Exercise description: Exact copy, pictures excluded: set down only the lines from the one with "This screenshot has height=299, width=531." through the end of the entries, keeping both end lines.

Supplied data:
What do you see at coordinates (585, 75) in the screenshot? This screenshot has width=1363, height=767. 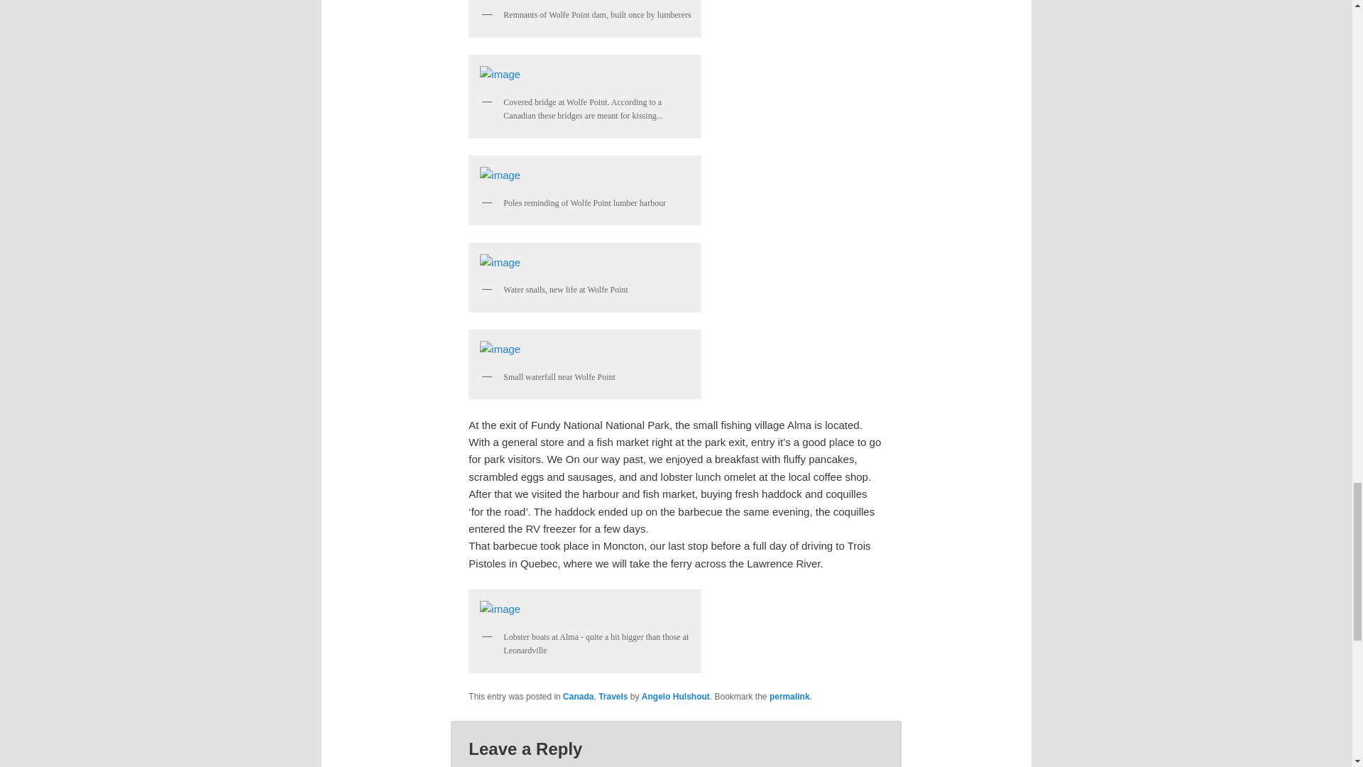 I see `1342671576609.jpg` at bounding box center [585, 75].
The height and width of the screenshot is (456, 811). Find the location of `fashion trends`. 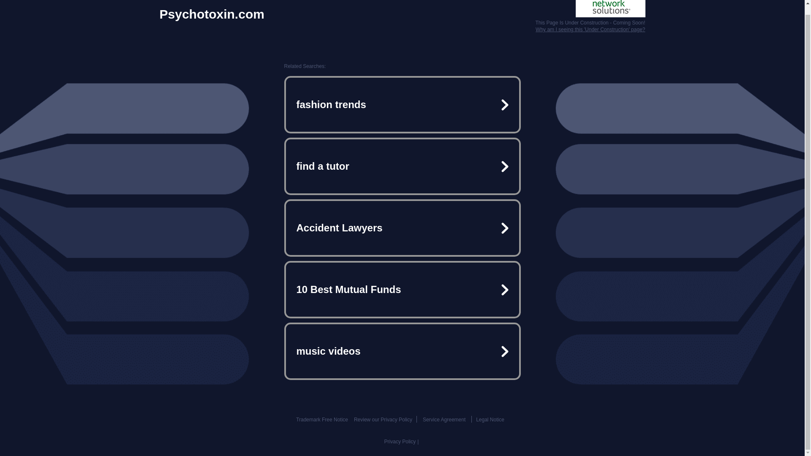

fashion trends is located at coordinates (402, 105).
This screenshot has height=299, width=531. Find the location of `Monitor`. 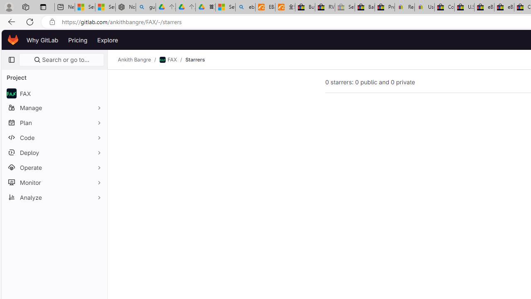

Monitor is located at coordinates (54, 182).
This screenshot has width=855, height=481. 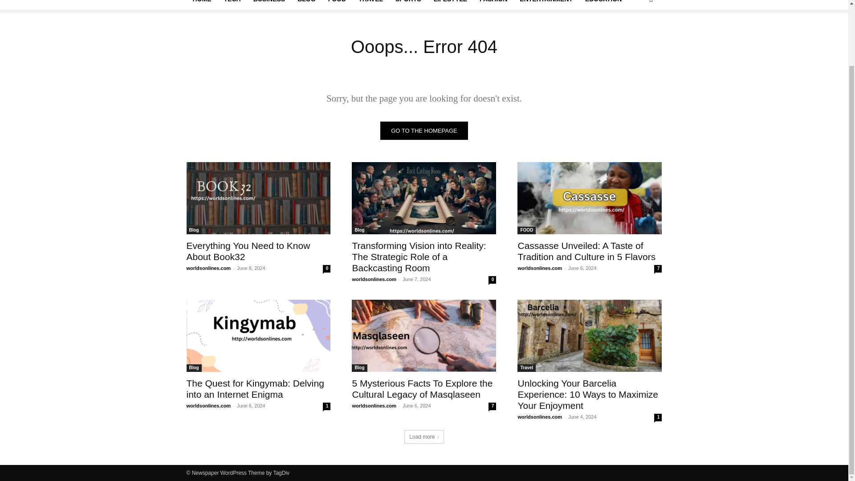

Your solution:
This screenshot has height=299, width=531. Find the location of `Monitor`. 

Monitor is located at coordinates (54, 182).
This screenshot has width=855, height=481. 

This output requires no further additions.